About Good Scents

The cut flower business ended in 2011 but I continue to post other items about gardening.

Sunday, March 2, 2008

Asclepias (milkweed, butterfly weed)



Asclepias is the genus of the butterfly weeds or milkweeds. I grow three different species of them for cut flowers, two perennial and one annual. All bear their flowers in clusters. Close up the individual flowers look very similar but they are all useful because they are different colors and bloom at different times.


The first perennial milkweed is Asclepias incarnata or swamp milkweed, which bears rounded clusters of white or pink flowers in mid to late June. The flowers have a sweet, vanilla or candy-like fragrance. It is fairly mild, it won't knock your socks off, but it is still pleasant. I know nothing about butterflies but they do seem particularly attracted to flowers with this type of scent. Asclepias incarnata is native to this part of North America but I have never seen it growing wild.

The second perennial variety, Asclepias tuberosa, is another wildflower native to this part of the country. It has brilliant orange flowers and you occasionally see it growing along roadsides. The flowers are borne on pointy clusters and appear in July. If you like the combination of orange and purple/blue flowers (one of my favorites), then you could try pairing this asclepias with blue balloon flowers (Platycodon grandiflorus). I have not written about balloon flowers yet but they bloom at the same time as the asclepias, and both are long lived and do not require division.

The annual milkweed I grow is Asclepias curassavica. The flowers are bicolor yellow and red with bronze stems and leaves. The flowers are borne in loose clusters and if cut for the house or deadheaded will re-bloom until they are killed by frost. Of all these milkweeds, this is the one people most often ask me about. These will frequently self-sow a bit in the garden but have never been a pest.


> **Activity**
Search the entries below for the word "modèle" and copy every line where it appears.

▼

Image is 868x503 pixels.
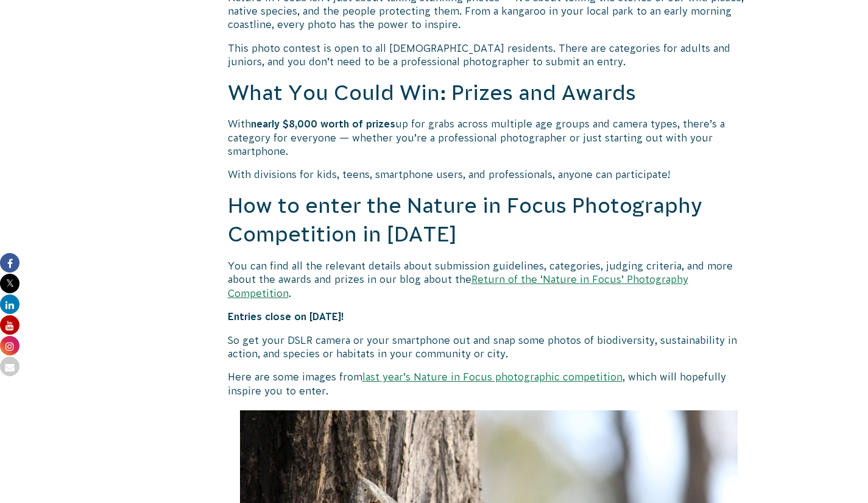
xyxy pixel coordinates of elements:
a: Return of the ‘Nature in Focus’ Photography Competition [227,274,688,298]
p: This photo contest is open to all [DEMOGRAPHIC_DATA] residents. There are categories for adults a... [227,41,750,69]
strong: nearly $8,000 worth of prizes [251,119,395,129]
p: So get your DSLR camera or your smartphone out and snap some photos of biodiversity, sustainabili... [227,333,750,361]
p: Here are some images from , which will hopefully inspire you to enter. [227,370,750,397]
p: You can find all the relevant details about submission guidelines, categories, judging criteria, ... [227,259,750,300]
strong: Entries close on [DATE]! [227,311,344,322]
h2: How to enter the Nature in Focus Photography Competition in [DATE] [227,191,750,249]
p: With divisions for kids, teens, smartphone users, and professionals, anyone can participate! [227,168,750,181]
h2: What You Could Win: Prizes and Awards [227,78,750,108]
a: last year’s Nature in Focus photographic competition [362,372,622,382]
p: With up for grabs across multiple age groups and camera types, there’s a category for everyone — ... [227,117,750,158]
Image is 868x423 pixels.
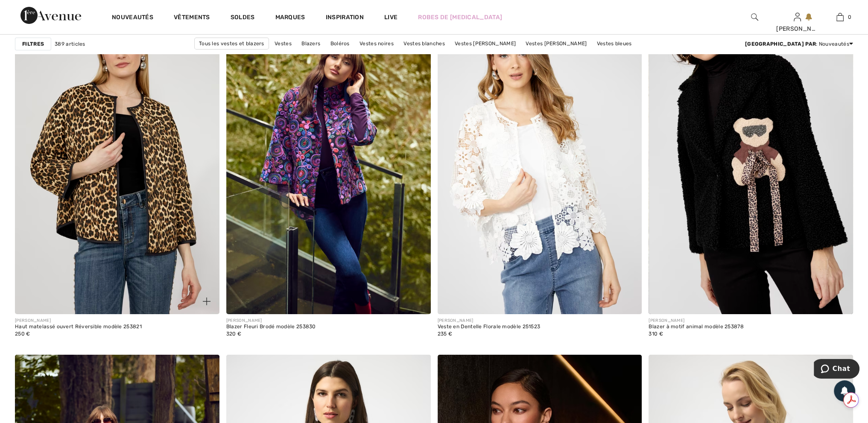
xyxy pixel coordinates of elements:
div: [PERSON_NAME] [649,318,744,324]
div: : Nouveautés [745,40,853,48]
img: plus_v2.svg [203,297,211,305]
a: Vestes [PERSON_NAME] [451,38,520,49]
strong: [GEOGRAPHIC_DATA] par [745,41,816,47]
a: Boléros [326,38,354,49]
div: Blazer Fleuri Brodé modèle 253830 [226,324,316,330]
img: recherche [751,12,758,22]
a: Vestes bleues [593,38,637,49]
div: [PERSON_NAME] [226,318,316,324]
img: Veste en Dentelle Florale modèle 251523. Blanc Cassé [438,8,643,314]
a: Vestes noires [356,38,398,49]
span: Inspiration [326,14,364,22]
span: 310 € [649,331,663,337]
span: 250 € [15,331,30,337]
img: Blazer Fleuri Brodé modèle 253830. Purple/multi [226,8,431,314]
span: 0 [848,13,852,21]
a: Vestes [PERSON_NAME] [522,38,591,49]
a: Marques [275,14,305,22]
a: Vestes [270,38,296,49]
div: Haut matelassé ouvert Réversible modèle 253821 [15,324,141,330]
span: 320 € [226,331,242,337]
img: Mon panier [836,12,844,22]
strong: Filtres [22,40,44,48]
div: [PERSON_NAME] [15,318,141,324]
div: Veste en Dentelle Florale modèle 251523 [438,324,541,330]
a: Live [385,13,398,21]
img: Mes infos [793,12,801,22]
a: Nouveautés [112,14,153,22]
div: [PERSON_NAME] [438,318,541,324]
img: 1ère Avenue [21,7,81,24]
a: Blazers [297,38,325,49]
a: 0 [819,12,861,22]
a: Tous les vestes et blazers [195,38,269,50]
img: Blazer à motif animal modèle 253878. Black/cheetah [649,8,853,314]
div: Blazer à motif animal modèle 253878 [649,324,744,330]
span: 235 € [438,331,452,337]
a: Vêtements [174,14,210,22]
div: [PERSON_NAME] [776,24,818,33]
a: Soldes [230,14,255,22]
span: 389 articles [55,40,86,48]
a: Se connecter [793,13,801,21]
a: Haut matelassé ouvert Réversible modèle 253821. Noir [15,8,219,314]
iframe: Ouvre un widget dans lequel vous pouvez chatter avec l’un de nos agents [814,359,859,380]
a: Vestes blanches [399,38,449,49]
a: Robes de [MEDICAL_DATA] [418,13,502,21]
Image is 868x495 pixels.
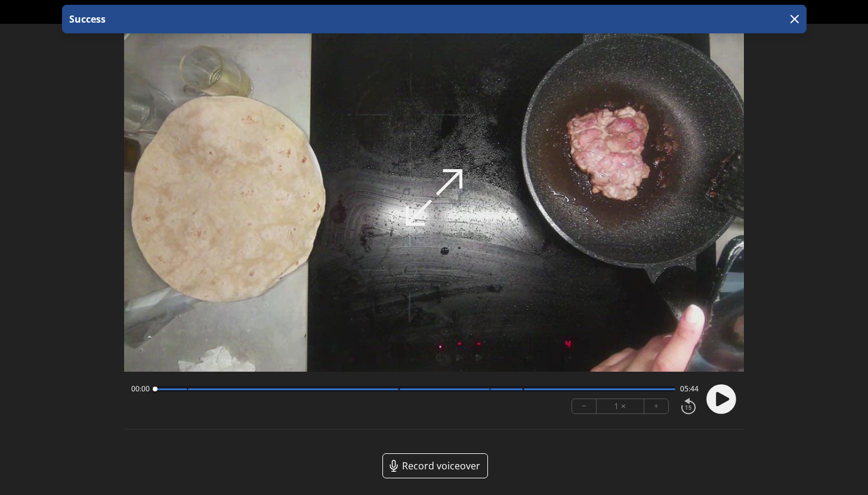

▲

> **Finished exercise**
div: Blazer Fleuri Brodé modèle 253830 [226,324,316,330]
img: Veste en Dentelle Florale modèle 251523. Blanc Cassé [438,8,643,314]
img: Blazer Fleuri Brodé modèle 253830. Purple/multi [226,8,431,314]
div: Haut matelassé ouvert Réversible modèle 253821 [15,324,141,330]
div: Veste en Dentelle Florale modèle 251523 [438,324,541,330]
img: Blazer à motif animal modèle 253878. Black/cheetah [649,8,853,314]
div: Blazer à motif animal modèle 253878 [649,324,744,330]
a: Haut matelassé ouvert Réversible modèle 253821. Noir [15,8,219,314]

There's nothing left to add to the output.